Req 10e — How a 3-Way Switch Works
A 3-way lighting circuit lets two different switches control one light. That is useful in places like hallways, staircases, and large rooms with more than one entrance.
The Core Idea
A 3-way lighting setup uses two special switches. Each switch can connect its common terminal to one of two traveler wires. Depending on how both switches are positioned, the circuit to the light is either complete or broken.
That means either switch can change the state of the light. If the light is on, flipping either switch turns it off. If the light is off, flipping either switch turns it on.
Why It Works
A normal single-pole switch has only one path to open or close. A 3-way system uses two switching points and two traveler wires between them. The traveler wires act like alternate routes.
- If both switches connect through the same traveler path, the circuit is complete and the light turns on.
- If they connect through different paths, the circuit is broken and the light stays off.
This is really an application of SPDT switching logic from Req 10d — Single-Pole, Double-Throw Switch, just arranged so two switches work together.

Best way to explain 3-way switching
Focus on path completion, not memorizing wire colors
- One light, two switches is the goal.
- Two traveler wires connect the switches.
- Each switch chooses a path for the current.
- Matching path = light on in a simple explanation model.
- Changing either switch changes whether the circuit is complete.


Work task:
Transcribe each record precisely; images stay out.

Dataset:
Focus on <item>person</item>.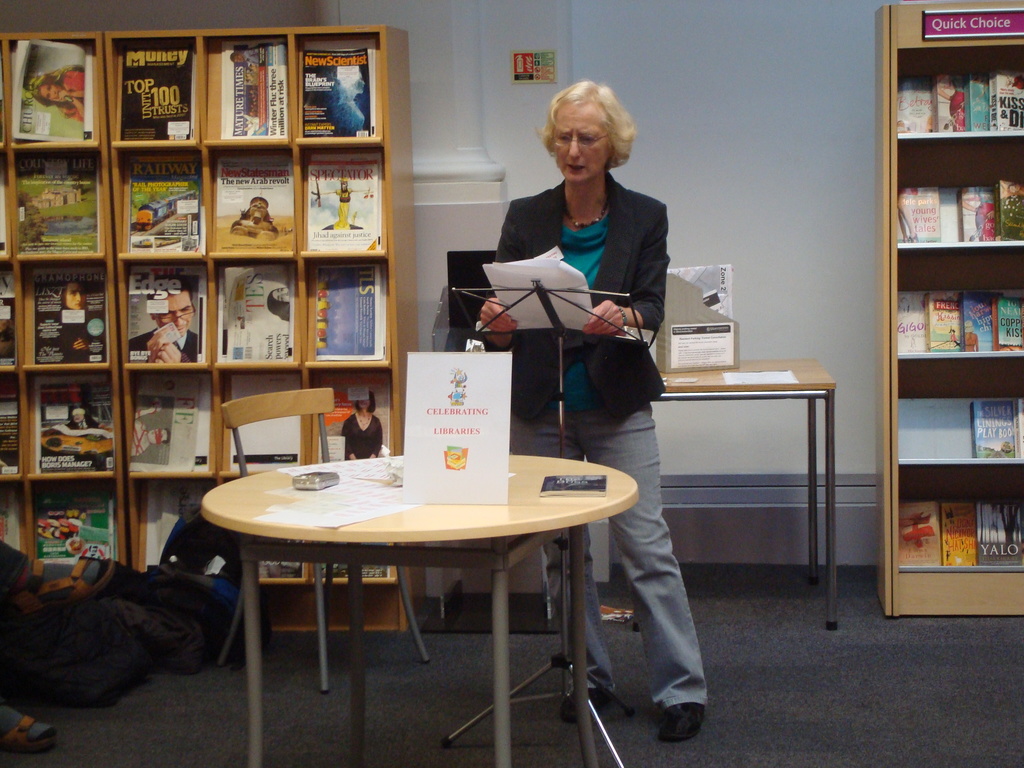
Focused at pyautogui.locateOnScreen(472, 85, 717, 733).
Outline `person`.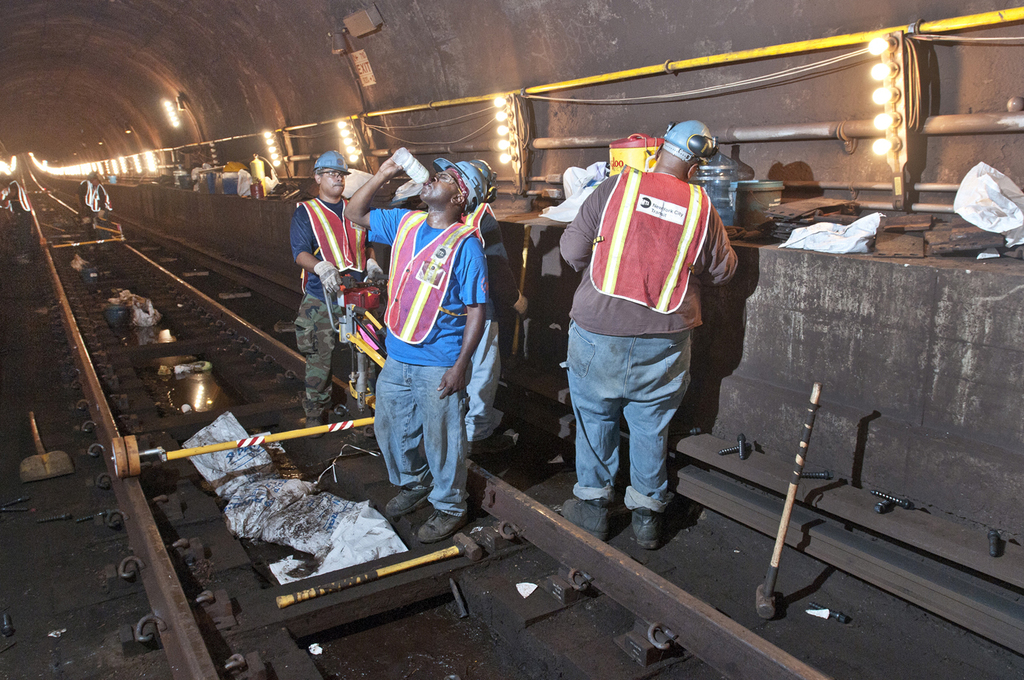
Outline: [x1=557, y1=122, x2=738, y2=546].
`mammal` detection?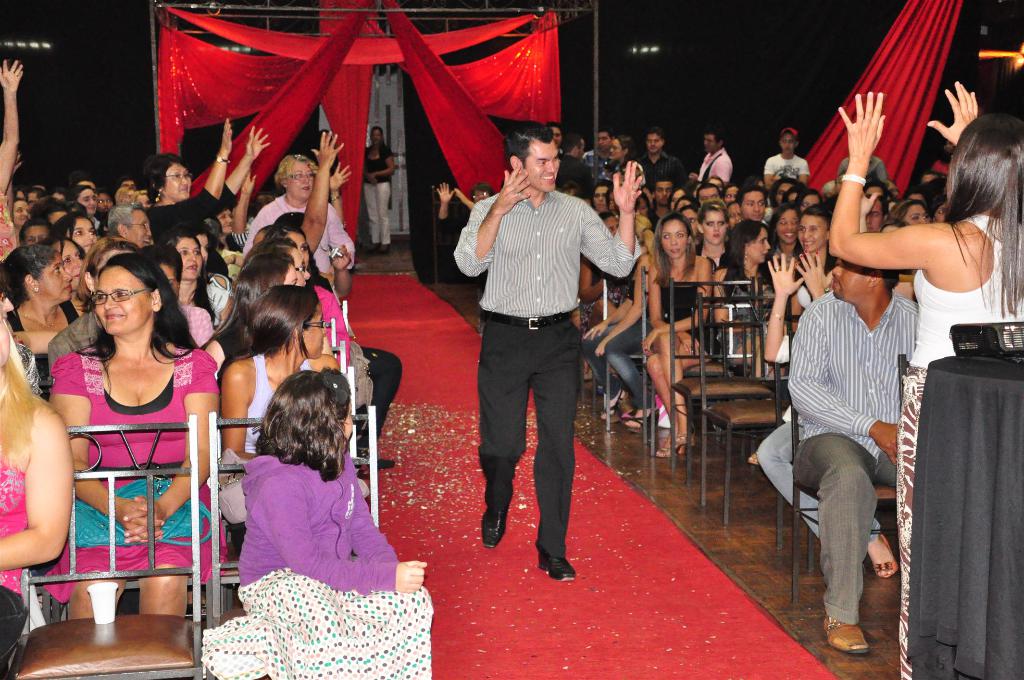
bbox(360, 127, 396, 252)
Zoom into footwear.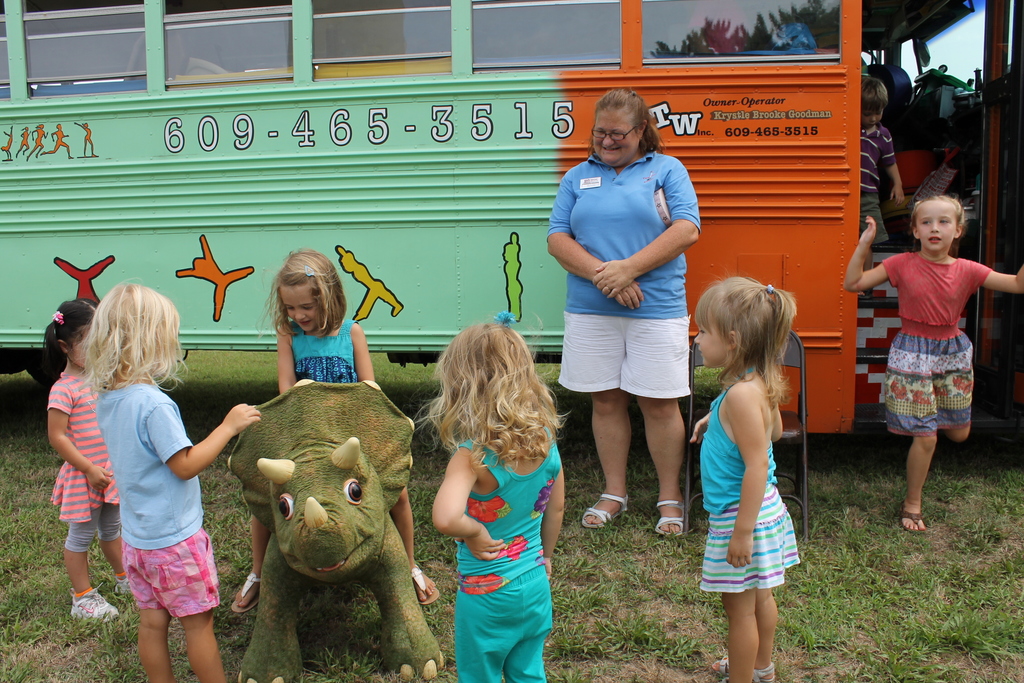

Problem solution:
Focus on <item>person</item>.
Focused at pyautogui.locateOnScreen(472, 85, 717, 733).
Outline `person`.
Outline: [x1=557, y1=122, x2=738, y2=546].
`mammal` detection?
bbox(360, 127, 396, 252)
Zoom into footwear.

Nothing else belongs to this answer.